The quartet of Jarman, Roscoe Mitchell, Malachi Favors Magoustous and Famoudou Don Moye played a few concerts in Europe and recorded the CD The Meeting for Pi Recordings. While they’ll play some West Coast dates this month, no New York appearances are scheduled as yet.

"We've had such a good time with the events we've done that it just has to be," Jarman said. "Making the CD is an example of where we're at now. I'm back with the band. It's not temporary because the music is beautiful." Then, with his soft-spoken, unassuming flair, he added, "Everybody's really busy, but it works out."

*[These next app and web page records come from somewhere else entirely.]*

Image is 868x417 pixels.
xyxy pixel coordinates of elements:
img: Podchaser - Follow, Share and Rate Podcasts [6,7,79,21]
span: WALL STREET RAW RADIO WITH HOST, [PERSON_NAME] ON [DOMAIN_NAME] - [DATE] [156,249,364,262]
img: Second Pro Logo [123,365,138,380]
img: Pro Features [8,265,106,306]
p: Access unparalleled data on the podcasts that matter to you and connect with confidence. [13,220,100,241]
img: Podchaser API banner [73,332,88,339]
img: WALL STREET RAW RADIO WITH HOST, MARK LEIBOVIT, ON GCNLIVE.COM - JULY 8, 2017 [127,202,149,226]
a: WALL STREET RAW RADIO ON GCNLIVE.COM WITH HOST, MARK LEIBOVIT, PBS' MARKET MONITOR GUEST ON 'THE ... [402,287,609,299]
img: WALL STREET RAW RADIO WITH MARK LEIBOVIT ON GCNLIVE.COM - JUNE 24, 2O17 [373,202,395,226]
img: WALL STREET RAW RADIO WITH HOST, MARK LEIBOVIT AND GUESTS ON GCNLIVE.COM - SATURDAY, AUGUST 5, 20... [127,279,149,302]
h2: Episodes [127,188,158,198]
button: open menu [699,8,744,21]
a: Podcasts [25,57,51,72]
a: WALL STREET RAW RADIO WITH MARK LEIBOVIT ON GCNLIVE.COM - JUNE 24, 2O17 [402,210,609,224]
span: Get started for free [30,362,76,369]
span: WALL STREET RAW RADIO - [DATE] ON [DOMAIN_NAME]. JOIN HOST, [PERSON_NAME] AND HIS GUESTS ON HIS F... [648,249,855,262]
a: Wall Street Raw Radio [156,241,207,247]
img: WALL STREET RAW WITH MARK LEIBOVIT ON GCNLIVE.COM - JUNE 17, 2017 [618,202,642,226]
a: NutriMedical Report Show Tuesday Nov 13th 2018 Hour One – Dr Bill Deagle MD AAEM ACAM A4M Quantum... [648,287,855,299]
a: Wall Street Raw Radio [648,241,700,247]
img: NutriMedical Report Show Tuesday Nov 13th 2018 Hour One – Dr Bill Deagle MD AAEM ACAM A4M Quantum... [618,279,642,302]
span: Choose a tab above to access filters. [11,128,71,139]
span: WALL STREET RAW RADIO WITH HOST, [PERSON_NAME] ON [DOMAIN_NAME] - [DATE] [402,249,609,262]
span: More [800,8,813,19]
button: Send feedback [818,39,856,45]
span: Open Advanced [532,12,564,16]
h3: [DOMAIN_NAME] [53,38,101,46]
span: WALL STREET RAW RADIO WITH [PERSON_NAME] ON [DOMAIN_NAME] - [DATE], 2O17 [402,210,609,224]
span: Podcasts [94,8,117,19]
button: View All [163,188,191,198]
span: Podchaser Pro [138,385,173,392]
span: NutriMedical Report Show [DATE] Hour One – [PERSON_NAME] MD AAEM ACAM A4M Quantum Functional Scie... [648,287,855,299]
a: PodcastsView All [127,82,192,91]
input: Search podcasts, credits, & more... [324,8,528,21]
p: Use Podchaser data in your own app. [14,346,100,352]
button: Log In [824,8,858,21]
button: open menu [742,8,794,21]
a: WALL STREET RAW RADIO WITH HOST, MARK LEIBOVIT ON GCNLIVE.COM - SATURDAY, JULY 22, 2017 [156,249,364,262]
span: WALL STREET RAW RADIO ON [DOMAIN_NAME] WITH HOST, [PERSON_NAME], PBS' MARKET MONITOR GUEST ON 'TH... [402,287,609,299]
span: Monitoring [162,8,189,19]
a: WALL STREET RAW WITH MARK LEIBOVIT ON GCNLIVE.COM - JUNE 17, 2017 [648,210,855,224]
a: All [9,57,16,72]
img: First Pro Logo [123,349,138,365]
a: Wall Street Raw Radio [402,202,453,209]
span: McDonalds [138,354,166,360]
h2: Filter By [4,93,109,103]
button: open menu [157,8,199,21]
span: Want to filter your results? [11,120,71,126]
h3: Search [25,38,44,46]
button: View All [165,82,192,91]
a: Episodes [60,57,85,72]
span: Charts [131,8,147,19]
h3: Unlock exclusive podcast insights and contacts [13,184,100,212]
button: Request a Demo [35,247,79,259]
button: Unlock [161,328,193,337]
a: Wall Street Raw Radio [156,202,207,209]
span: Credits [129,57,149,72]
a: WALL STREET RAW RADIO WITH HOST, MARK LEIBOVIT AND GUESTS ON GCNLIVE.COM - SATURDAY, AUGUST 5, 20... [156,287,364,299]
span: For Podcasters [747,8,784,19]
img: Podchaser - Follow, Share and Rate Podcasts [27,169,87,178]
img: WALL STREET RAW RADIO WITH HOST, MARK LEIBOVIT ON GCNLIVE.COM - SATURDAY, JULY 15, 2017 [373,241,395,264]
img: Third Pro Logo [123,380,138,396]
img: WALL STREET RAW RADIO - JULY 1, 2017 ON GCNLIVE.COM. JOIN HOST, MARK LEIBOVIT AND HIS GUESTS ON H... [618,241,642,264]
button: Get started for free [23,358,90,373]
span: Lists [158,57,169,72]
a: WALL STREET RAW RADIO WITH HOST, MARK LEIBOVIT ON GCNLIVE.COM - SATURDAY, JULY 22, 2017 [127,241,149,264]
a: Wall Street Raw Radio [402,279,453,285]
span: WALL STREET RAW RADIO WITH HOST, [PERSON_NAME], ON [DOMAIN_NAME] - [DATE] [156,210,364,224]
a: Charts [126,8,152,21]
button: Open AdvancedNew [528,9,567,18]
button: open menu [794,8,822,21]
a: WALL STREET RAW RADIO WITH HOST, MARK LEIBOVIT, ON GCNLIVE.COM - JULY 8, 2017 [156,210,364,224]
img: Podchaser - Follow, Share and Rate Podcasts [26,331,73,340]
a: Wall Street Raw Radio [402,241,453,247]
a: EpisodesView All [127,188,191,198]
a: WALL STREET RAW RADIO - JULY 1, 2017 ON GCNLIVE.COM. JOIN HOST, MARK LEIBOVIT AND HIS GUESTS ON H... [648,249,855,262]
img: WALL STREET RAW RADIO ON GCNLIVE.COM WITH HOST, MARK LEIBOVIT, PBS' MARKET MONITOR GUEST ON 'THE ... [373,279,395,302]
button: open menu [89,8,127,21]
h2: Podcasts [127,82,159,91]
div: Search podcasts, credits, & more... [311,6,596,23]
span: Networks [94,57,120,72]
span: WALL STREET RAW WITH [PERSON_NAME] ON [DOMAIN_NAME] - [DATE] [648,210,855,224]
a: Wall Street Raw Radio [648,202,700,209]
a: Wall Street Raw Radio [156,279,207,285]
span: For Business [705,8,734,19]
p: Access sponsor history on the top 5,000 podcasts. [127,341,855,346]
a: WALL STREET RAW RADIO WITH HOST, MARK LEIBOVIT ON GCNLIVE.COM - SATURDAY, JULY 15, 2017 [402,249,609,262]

From 1990 to 1993, Jarman didn't play music at all, even at home, he said. But then violinist and fellow AACM veteran Leroy Jenkins asked him to join a trio with another Chicago-area native, pianist Myra Melford. Melford also studied with Jarman at the dojo, something he considered a requirement for musical relationships at the time. That was followed by a commission from the SEM Ensemble, where Jarman said he discovered a way to incorporate his Buddhist beliefs into composing.

How that melding works, however, is not easily understood. Or perhaps it is. When asked, Jarman simply said, "I don't know, the music just comes to me."

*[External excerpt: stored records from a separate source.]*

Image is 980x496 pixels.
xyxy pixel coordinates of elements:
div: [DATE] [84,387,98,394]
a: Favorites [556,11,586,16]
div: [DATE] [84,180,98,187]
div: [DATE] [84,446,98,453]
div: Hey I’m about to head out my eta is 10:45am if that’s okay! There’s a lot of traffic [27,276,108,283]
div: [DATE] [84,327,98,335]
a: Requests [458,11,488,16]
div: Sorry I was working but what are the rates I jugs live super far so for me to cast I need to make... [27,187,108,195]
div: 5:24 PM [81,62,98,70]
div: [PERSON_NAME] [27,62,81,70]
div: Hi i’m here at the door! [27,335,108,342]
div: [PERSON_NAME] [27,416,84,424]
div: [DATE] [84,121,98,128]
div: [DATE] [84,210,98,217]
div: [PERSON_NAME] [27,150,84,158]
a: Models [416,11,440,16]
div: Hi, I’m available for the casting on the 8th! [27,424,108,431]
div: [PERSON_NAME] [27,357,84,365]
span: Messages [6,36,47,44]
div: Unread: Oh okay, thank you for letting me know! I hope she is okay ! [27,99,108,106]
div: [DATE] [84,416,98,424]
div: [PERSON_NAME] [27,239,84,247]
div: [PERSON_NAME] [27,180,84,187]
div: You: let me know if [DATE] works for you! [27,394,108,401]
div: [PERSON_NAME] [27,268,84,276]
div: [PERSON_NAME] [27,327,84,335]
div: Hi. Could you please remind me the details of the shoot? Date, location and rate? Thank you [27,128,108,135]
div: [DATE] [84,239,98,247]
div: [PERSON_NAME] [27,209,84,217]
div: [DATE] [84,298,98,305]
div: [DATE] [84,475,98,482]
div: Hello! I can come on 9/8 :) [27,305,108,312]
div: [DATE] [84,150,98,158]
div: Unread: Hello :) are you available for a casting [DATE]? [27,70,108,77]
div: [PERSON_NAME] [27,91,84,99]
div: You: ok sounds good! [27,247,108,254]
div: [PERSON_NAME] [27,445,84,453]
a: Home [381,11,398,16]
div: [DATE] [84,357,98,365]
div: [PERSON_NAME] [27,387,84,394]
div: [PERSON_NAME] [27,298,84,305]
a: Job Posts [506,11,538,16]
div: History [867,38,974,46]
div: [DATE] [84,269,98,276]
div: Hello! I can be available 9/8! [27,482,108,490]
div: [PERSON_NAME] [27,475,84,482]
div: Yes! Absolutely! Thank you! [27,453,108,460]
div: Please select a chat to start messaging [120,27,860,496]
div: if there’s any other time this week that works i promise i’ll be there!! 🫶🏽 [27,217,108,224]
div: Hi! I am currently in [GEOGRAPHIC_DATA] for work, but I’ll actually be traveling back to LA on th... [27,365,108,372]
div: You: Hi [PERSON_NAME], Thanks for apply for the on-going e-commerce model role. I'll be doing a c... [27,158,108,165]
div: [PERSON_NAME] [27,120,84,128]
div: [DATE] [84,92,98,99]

Then he began pantomiming playing an upright bass and sang, "Hail we now sing joy/for the mighty warrior", the opening track from The Meeting. His point was made, but the a cappella concert continued with a second song: "If you never sat down/on a pillow that's round/you just might be missing a great pleasure."

"I don't feel that I am a creator or a performer," he said. "I feel that the music of the universe passes through me."

His work at the dojo continues, although he said he has more support now, with 80 volunteers, six instructors, a four-person office staff and three priests (Jarman being one of them). "We have a lot more senior students and another Buddhist priest, so if I'm not here everything goes on on a normal basis," he said. "I feel comfortable about this place, whereas years ago I wasn't comfortable."

The all-volunteer staff lead basic and advanced martial arts classes as well as special programs for children and women. And, reflecting Jarman's interest in combining music and spirituality, the dojo organizes an annual Sonic Mediation Retreat - six hours a day of meditation, six hours a day of making music. "It gives us the opportunity to understand silence and then put music into that silence," Jarman said. The staff performs free concerts on Sunday evenings through the fall and winter, with Jarman sometimes participating.

In perhaps a telling fashion, when asked about his goals for the future, Jarman answers with regard to the dojo. "Hopefully we'll be able to get our own building," he said. "We'd like to have a place where we could have an individual space for all activities."

And the music?

"That's just going on as it is," he said. "Everything is running quite smoothly."